Escapism and the End of the World as We Know It

Post-apocalyptic literature troubles me.

I should qualify that.  I enjoy a fair share of post-apocalyptic storytelling.  The Road is minimalist and bleak to the point of horrifying beauty.  Nausicaa of the Valley of the Wind is an exceptionally realized far-future fantasy.  Battlestar Galactica takes the most profound kind of end of the world scenario and puts real humans in the midst of it.  Even Star Trek is a post-apocalyptic society, given the events of First Contact.

The genre has a legacy of post-apocalyptic lit, starting at its genesis with H.G. Wells’s the Time Machine.  But lately apocalyptic literature of all kinds has proliferated.  Besides those mentioned above, there’s the Hunger Games series by Suzanne Collins, Shipbreaker and the Windup Girl by Paolo Bacigalupi, and the entire nouveau zombie trend.  Even James Howard Kunstler, a dismal pop-science author (and a major spokesperson for Peak Oil doomsday scenarios), has jumped on the bandwagon with his World Made By Hand series.

Kunstler presents an interesting case.  I first learned of his work in college, when a professor first introduced me to Hubbert’s Peak theory.  Kunstler at the time was known as a nonfiction author.  I don’t know why he made the transition to fiction, but I speculate that it gives him a broader audience for his ideas.

It was also in college that I noticed an interesting trend: many students who bought into the doomsday-type scenarios of Peak Oil and other looming social and environmental issues did so with the hope of a new society emerging post-crisis.  When the old order collapses on itself like a deflating balloon, the world would be more receptive to whatever ideology they had in mind for a new society.  (Many I encountered were anarchists of different stripes, but one could argue the same for Marxism, Objectivist Capitalism or any other ideology.)  Utopia through the lens of apocalypse.

Is post-apocalyptic literature escapist?

Much of fiction is escapist in intent.  Much of the time we read to be entertained, and the best way a story can entertain is to transport you from the world you know into a wonderful, alien place straight from the imagination of the author.

This is what troubles me.  The scenarios in fiction for world-ending events are now too realistic, the authors too gleeful in the willful destruction of the world.  Kunstler’s series is an excellent example.  Kunstler would argue that a post-Peak world would be a much better place — we would be closer to our physical neighbors, more in tune with nature, and more inclined to take pride in our work.  Here’s what isn’t so rosy in this scenario: the deaths of millions, if not billions, from starvation, exposure, and preventable disease; the collapse of government, followed immediately by a rise in crime that would make a third-world country today look well-policed; further environmental catastrophe due to our sudden uninvolvement, such as spikes in deer population where we have displaced natural predators.

I’ve written post-apocalyptic stories, but none of them cast the rosy picture of the literature above.  In the real world, if a plague wipes out most of us, or we endure a nuclear holocaust, or EMPs knock out all of our electronics, we wouldn’t be thinking of how we would return to the Earth and set aside our prejudices.  We’d be struggling to survive, fighting over food and potable water, and keeping watch for roving gangs in the night.  A new civilization might arise from this, but without the resources the old world had, and not in any position to adopt some new, utopian ideology.

We live in a world where we face apocalypse frequently.  The earthquake in Japan last Friday has been catastrophic not only for that country, but for the world as well.  The US has been living in a kind of limbo state after 9/11 that we’re just emerging from; its citizens face the dual threats of radical fundamentalist terrorism and the chipping away of civil liberties by those in power.  And there’s the internet, which only twenty years ago was little more than a toy for wealthy urban consumers and otherwise the domain of the government.  My life can be split in two parts: the time before I was connected, and the time afterwards.  Never mind Peak Oil: the world changed irrevocably when we first typed a URL into a web browser.

We’re uncomfortable with the revolutions that have taken place in our world, so we seek out more comprehensible, understandable scenarios.

Nausicaa, which I mentioned earlier, is different.  Miyazaki paints a grim picture for the future of humanity: living in the few hundred square miles of land that haven’t been overrun by enormous fungi; wearing masks to filter out the thick pollutants in the air, water and soil; few children surviving to adulthood, and fewer adults surviving an early onset of old age.  But in what he calls the “twilight of the human race,” he shares a message of hope and understanding.  No easy answers, no hope for a new world order, no utopia among the ruins.  Unlike most other fiction, it is a story that encourages engagement with the world, not escape from it.  We authors would do well to follow his example.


* _What the task requires_
Restate each of the lines given below, word for word.

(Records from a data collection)
▼
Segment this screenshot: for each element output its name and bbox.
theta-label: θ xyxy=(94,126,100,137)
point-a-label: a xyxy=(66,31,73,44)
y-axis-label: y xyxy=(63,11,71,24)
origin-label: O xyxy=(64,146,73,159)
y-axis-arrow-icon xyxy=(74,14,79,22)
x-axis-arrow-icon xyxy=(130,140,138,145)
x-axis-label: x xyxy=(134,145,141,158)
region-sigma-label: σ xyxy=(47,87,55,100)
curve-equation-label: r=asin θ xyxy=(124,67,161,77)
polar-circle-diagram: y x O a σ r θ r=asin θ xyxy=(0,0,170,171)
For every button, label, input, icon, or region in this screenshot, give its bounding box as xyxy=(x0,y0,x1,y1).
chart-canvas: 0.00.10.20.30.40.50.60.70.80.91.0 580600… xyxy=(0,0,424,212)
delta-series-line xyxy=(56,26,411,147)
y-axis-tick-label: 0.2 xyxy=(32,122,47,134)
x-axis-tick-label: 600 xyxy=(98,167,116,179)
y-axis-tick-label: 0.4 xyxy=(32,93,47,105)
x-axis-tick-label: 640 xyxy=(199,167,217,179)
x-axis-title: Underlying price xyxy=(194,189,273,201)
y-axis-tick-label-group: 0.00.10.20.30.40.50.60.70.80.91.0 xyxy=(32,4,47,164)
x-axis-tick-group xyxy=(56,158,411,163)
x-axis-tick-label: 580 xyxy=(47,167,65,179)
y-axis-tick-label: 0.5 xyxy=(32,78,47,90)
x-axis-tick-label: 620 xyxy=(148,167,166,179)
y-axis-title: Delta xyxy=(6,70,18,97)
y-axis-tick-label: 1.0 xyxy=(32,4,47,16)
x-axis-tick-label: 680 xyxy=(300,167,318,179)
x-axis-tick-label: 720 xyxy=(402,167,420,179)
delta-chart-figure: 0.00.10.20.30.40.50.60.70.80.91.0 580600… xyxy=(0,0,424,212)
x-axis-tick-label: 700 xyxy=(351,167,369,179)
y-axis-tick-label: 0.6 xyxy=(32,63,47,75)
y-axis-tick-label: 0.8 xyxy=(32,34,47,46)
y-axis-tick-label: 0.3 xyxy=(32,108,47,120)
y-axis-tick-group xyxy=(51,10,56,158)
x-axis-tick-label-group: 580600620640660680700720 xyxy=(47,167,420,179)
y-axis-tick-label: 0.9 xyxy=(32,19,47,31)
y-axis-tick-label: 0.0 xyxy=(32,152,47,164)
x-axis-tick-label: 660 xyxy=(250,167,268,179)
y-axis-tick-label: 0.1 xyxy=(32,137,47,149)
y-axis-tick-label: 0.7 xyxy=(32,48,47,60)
▲
* _Exercise output_
Segment this screenshot: for each element output its name and bbox.
theta-label: θ xyxy=(94,126,100,137)
point-a-label: a xyxy=(66,31,73,44)
y-axis-label: y xyxy=(63,11,71,24)
origin-label: O xyxy=(64,146,73,159)
y-axis-arrow-icon xyxy=(74,14,79,22)
x-axis-arrow-icon xyxy=(130,140,138,145)
x-axis-label: x xyxy=(134,145,141,158)
region-sigma-label: σ xyxy=(47,87,55,100)
curve-equation-label: r=asin θ xyxy=(124,67,161,77)
polar-circle-diagram: y x O a σ r θ r=asin θ xyxy=(0,0,170,171)
For every button, label, input, icon, or region in this screenshot, give its bounding box as xyxy=(x0,y0,x1,y1).
chart-canvas: 0.00.10.20.30.40.50.60.70.80.91.0 580600… xyxy=(0,0,424,212)
delta-series-line xyxy=(56,26,411,147)
y-axis-tick-label: 0.2 xyxy=(32,122,47,134)
x-axis-tick-label: 600 xyxy=(98,167,116,179)
y-axis-tick-label: 0.4 xyxy=(32,93,47,105)
x-axis-tick-label: 640 xyxy=(199,167,217,179)
x-axis-title: Underlying price xyxy=(194,189,273,201)
y-axis-tick-label-group: 0.00.10.20.30.40.50.60.70.80.91.0 xyxy=(32,4,47,164)
x-axis-tick-group xyxy=(56,158,411,163)
x-axis-tick-label: 580 xyxy=(47,167,65,179)
y-axis-tick-label: 0.5 xyxy=(32,78,47,90)
x-axis-tick-label: 620 xyxy=(148,167,166,179)
y-axis-title: Delta xyxy=(6,70,18,97)
y-axis-tick-label: 1.0 xyxy=(32,4,47,16)
x-axis-tick-label: 680 xyxy=(300,167,318,179)
x-axis-tick-label: 720 xyxy=(402,167,420,179)
delta-chart-figure: 0.00.10.20.30.40.50.60.70.80.91.0 580600… xyxy=(0,0,424,212)
x-axis-tick-label: 700 xyxy=(351,167,369,179)
y-axis-tick-label: 0.6 xyxy=(32,63,47,75)
y-axis-tick-label: 0.8 xyxy=(32,34,47,46)
y-axis-tick-label: 0.3 xyxy=(32,108,47,120)
y-axis-tick-group xyxy=(51,10,56,158)
x-axis-tick-label-group: 580600620640660680700720 xyxy=(47,167,420,179)
y-axis-tick-label: 0.9 xyxy=(32,19,47,31)
y-axis-tick-label: 0.0 xyxy=(32,152,47,164)
x-axis-tick-label: 660 xyxy=(250,167,268,179)
y-axis-tick-label: 0.1 xyxy=(32,137,47,149)
y-axis-tick-label: 0.7 xyxy=(32,48,47,60)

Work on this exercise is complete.